Black Internationalist Movements and the Material World, 1850 to Recent Times

From the mid-nineteenth century through the contemporary moment, Black populations living in Africa, the Americas, and other diasporas have led significant socio-cultural and political movements, including but not limited to the Harlem Renaissance, Black Panther and Civil Rights Movement, anti-colonial freedom struggles in Africa, and Black Lives Matter. Material and visual culture has been at the forefront of these efforts. In fact, different aesthetic practices and theories emerged alongside varying yet impactful modes of visual and material production, including double/Black consciousness, Pan-Africanism, Black Power, Negritude, Afropolitanism, and Afrofuturism, to name a few examples. Black Internationalism is one of many framings to explore the vast visual and material worlds that Black populations across the globe developed in response to conditions of slavery, colonial rule, social injustice, and incarceration in order to imagine futures of independence and self-determination. This course invites students to explore these socio-cultural movements and their various acts of community building, worldmaking, and solidarity as well as the various forms of visual and material culture they involve, including portraiture, photo books, pamphlets, posters, zines, printmaking, and architectural designs. Students will engage in the critical reading of seminal texts as well as explore histories of art-making and activism through object analysis and exhibition histories. We will visit archival depositories and cultural institutions throughout New York City to learn how different artists, art professionals, and archivists envision and sustain such histories for future generations through object display and preservation. 3 credits.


Could you say how many lines below contain the word "ticks"? Give the number with no other text.

Excerpts from a dataset
****

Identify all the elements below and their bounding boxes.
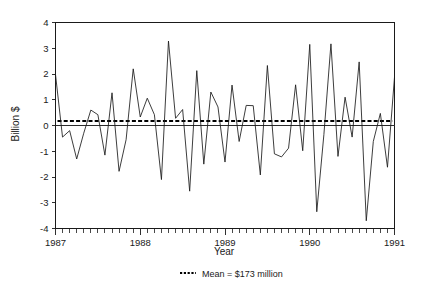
x-tick-label-1988: 1988 bbox=[130, 237, 151, 248]
x-axis-ticks: 19871988198919901991 bbox=[45, 229, 405, 248]
y-tick-label--4: -4 bbox=[40, 223, 48, 234]
x-tick-label-1990: 1990 bbox=[299, 237, 320, 248]
legend-label-mean: Mean = $173 million bbox=[202, 269, 283, 279]
y-tick-label--2: -2 bbox=[40, 171, 48, 182]
chart-figure: -4-3-2-101234 19871988198919901991 Billi… bbox=[0, 0, 424, 288]
y-tick-label--1: -1 bbox=[40, 146, 48, 157]
chart-legend: Mean = $173 million bbox=[180, 269, 283, 279]
y-tick-label-2: 2 bbox=[43, 68, 48, 79]
x-tick-label-1987: 1987 bbox=[45, 237, 66, 248]
y-tick-label--3: -3 bbox=[40, 197, 48, 208]
y-axis-ticks: -4-3-2-101234 bbox=[40, 17, 55, 234]
data-series-line bbox=[56, 41, 395, 221]
y-tick-label-3: 3 bbox=[43, 43, 48, 54]
y-tick-label-4: 4 bbox=[43, 17, 48, 28]
y-axis-title: Billion $ bbox=[10, 106, 21, 141]
x-axis-title: Year bbox=[214, 246, 235, 257]
line-chart: -4-3-2-101234 19871988198919901991 Billi… bbox=[0, 0, 424, 288]
x-tick-label-1991: 1991 bbox=[384, 237, 405, 248]
y-tick-label-0: 0 bbox=[43, 120, 48, 131]
y-tick-label-1: 1 bbox=[43, 94, 48, 105]
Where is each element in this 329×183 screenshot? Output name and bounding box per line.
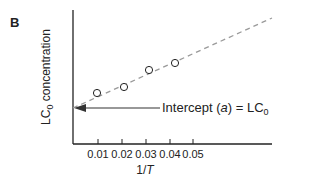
intercept-annotation: Intercept (a) = LC0 <box>162 100 269 117</box>
x-axis-title: 1/T <box>136 163 155 177</box>
chart: 0.01 0.02 0.03 0.04 0.05 1/T LC0 concent… <box>0 0 329 183</box>
data-point <box>171 59 178 66</box>
arrowhead-icon <box>74 104 86 112</box>
x-tick-label: 0.01 <box>87 148 108 160</box>
data-points <box>93 59 178 96</box>
data-point <box>120 83 127 90</box>
x-tick-label: 0.02 <box>111 148 132 160</box>
x-tick-label: 0.04 <box>159 148 180 160</box>
x-tick-label: 0.03 <box>135 148 156 160</box>
data-point <box>93 89 100 96</box>
x-ticks <box>98 139 193 144</box>
y-axis-title: LC0 concentration <box>39 29 55 125</box>
x-tick-label: 0.05 <box>182 148 203 160</box>
data-point <box>145 66 152 73</box>
x-tick-labels: 0.01 0.02 0.03 0.04 0.05 <box>87 148 203 160</box>
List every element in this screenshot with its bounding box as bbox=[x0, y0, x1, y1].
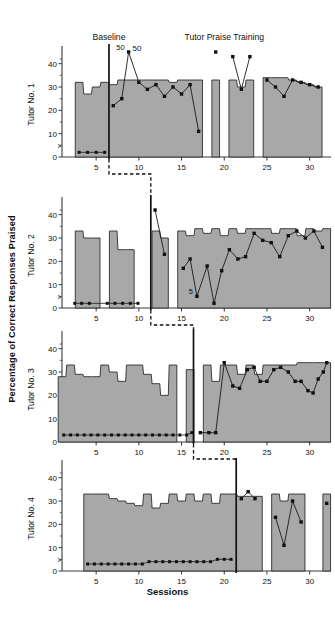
panel-3: 01020304051015202530Tutor No. 3 bbox=[26, 329, 331, 457]
data-point bbox=[252, 232, 255, 235]
bar-region bbox=[263, 78, 322, 157]
data-point bbox=[258, 380, 261, 383]
panel-label-2: Tutor No. 2 bbox=[26, 234, 36, 277]
baseline-data-point bbox=[106, 302, 109, 305]
data-point bbox=[207, 431, 210, 434]
data-point bbox=[279, 366, 282, 369]
data-point bbox=[287, 370, 290, 373]
baseline-data-point bbox=[113, 302, 116, 305]
baseline-data-point bbox=[175, 560, 178, 563]
data-point bbox=[265, 78, 268, 81]
point-annotation: 50 bbox=[116, 43, 124, 52]
data-point bbox=[304, 236, 307, 239]
data-point bbox=[325, 502, 328, 505]
y-tick-label: 30 bbox=[48, 234, 57, 243]
baseline-data-point bbox=[230, 558, 233, 561]
data-point bbox=[306, 389, 309, 392]
data-point bbox=[205, 264, 208, 267]
data-point bbox=[308, 83, 311, 86]
data-point bbox=[146, 88, 149, 91]
data-point bbox=[231, 384, 234, 387]
y-tick-label: 30 bbox=[48, 83, 57, 92]
data-point bbox=[321, 246, 324, 249]
data-point bbox=[265, 380, 268, 383]
phase-connector bbox=[194, 444, 237, 459]
baseline-data-point bbox=[83, 434, 86, 437]
baseline-data-point bbox=[107, 563, 110, 566]
y-tick-label: 10 bbox=[48, 281, 57, 290]
y-tick-label: 10 bbox=[48, 130, 57, 139]
data-point bbox=[312, 229, 315, 232]
baseline-data-point bbox=[113, 563, 116, 566]
data-point bbox=[299, 520, 302, 523]
data-point bbox=[299, 81, 302, 84]
x-tick-label: 25 bbox=[262, 448, 271, 457]
phase-connector bbox=[151, 310, 194, 329]
data-point bbox=[291, 78, 294, 81]
data-point bbox=[253, 497, 256, 500]
panel-2: 010203040510152025305Tutor No. 2 bbox=[26, 195, 331, 323]
data-point bbox=[274, 85, 277, 88]
data-point bbox=[214, 431, 217, 434]
baseline-data-point bbox=[189, 560, 192, 563]
bar-region bbox=[58, 365, 177, 442]
y-tick-label: 20 bbox=[48, 257, 57, 266]
baseline-data-point bbox=[202, 560, 205, 563]
data-point bbox=[212, 302, 215, 305]
baseline-data-point bbox=[216, 558, 219, 561]
baseline-data-point bbox=[137, 434, 140, 437]
x-tick-label: 30 bbox=[305, 448, 314, 457]
data-point bbox=[291, 499, 294, 502]
y-tick-label: 20 bbox=[48, 106, 57, 115]
baseline-data-point bbox=[117, 434, 120, 437]
y-tick-label: 10 bbox=[48, 415, 57, 424]
baseline-data-point bbox=[124, 434, 127, 437]
data-point bbox=[287, 234, 290, 237]
baseline-data-point bbox=[144, 434, 147, 437]
x-tick-label: 5 bbox=[94, 448, 99, 457]
data-point bbox=[246, 368, 249, 371]
baseline-data-point bbox=[96, 434, 99, 437]
baseline-data-point bbox=[90, 434, 93, 437]
baseline-data-point bbox=[73, 302, 76, 305]
data-point bbox=[127, 50, 130, 53]
bar-region bbox=[75, 231, 100, 308]
baseline-data-point bbox=[100, 563, 103, 566]
baseline-data-point bbox=[93, 563, 96, 566]
x-tick-label: 15 bbox=[177, 448, 186, 457]
baseline-data-point bbox=[86, 151, 89, 154]
baseline-data-point bbox=[223, 558, 226, 561]
x-tick-label: 5 bbox=[94, 163, 99, 172]
baseline-data-point bbox=[148, 560, 151, 563]
data-point bbox=[240, 88, 243, 91]
baseline-data-point bbox=[121, 302, 124, 305]
data-point bbox=[295, 229, 298, 232]
data-point bbox=[316, 377, 319, 380]
y-tick-label: 40 bbox=[48, 211, 57, 220]
data-point bbox=[293, 380, 296, 383]
data-point bbox=[223, 361, 226, 364]
data-point bbox=[316, 85, 319, 88]
data-point bbox=[182, 267, 185, 270]
x-tick-label: 20 bbox=[220, 163, 229, 172]
data-point bbox=[270, 241, 273, 244]
x-tick-label: 25 bbox=[262, 314, 271, 323]
data-point bbox=[325, 361, 328, 364]
baseline-data-point bbox=[161, 560, 164, 563]
bar-region bbox=[323, 494, 331, 571]
x-tick-label: 30 bbox=[305, 577, 314, 586]
x-tick-label: 5 bbox=[94, 314, 99, 323]
data-point bbox=[188, 83, 191, 86]
data-point bbox=[163, 95, 166, 98]
baseline-data-point bbox=[165, 434, 168, 437]
x-tick-label: 10 bbox=[134, 163, 143, 172]
baseline-data-point bbox=[127, 563, 130, 566]
data-point bbox=[171, 85, 174, 88]
baseline-data-point bbox=[80, 302, 83, 305]
baseline-data-point bbox=[62, 434, 65, 437]
baseline-data-point bbox=[103, 151, 106, 154]
data-point bbox=[188, 257, 191, 260]
data-point bbox=[322, 370, 325, 373]
x-tick-label: 15 bbox=[177, 314, 186, 323]
baseline-data-point bbox=[172, 434, 175, 437]
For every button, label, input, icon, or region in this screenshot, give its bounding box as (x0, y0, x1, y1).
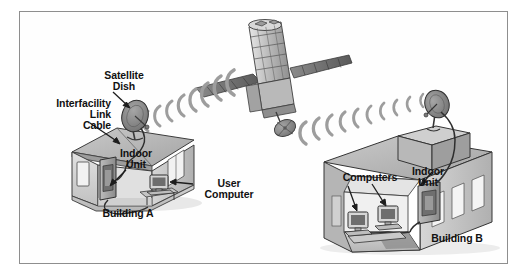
label-satellite-dish: Satellite Dish (88, 70, 160, 92)
label-interfacility-link-cable: Interfacility Link Cable (33, 98, 111, 131)
desktop-computer-b1 (345, 212, 372, 236)
label-user-computer: User Computer (194, 178, 264, 200)
label-indoor-unit-building-a: Indoor Unit (113, 148, 159, 170)
diagram-canvas: Satellite Dish Interfacility Link Cable … (0, 0, 527, 276)
parabolic-antenna-building-b (421, 87, 453, 131)
indoor-unit-cabinet-b (418, 182, 440, 224)
desktop-computer-b2 (375, 206, 402, 230)
label-building-a: Building A (85, 208, 171, 219)
label-computers: Computers (335, 172, 405, 183)
label-indoor-unit-building-b: Indoor Unit (405, 166, 451, 188)
label-building-b: Building B (414, 233, 500, 244)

****

» **Result for this exercise**: 3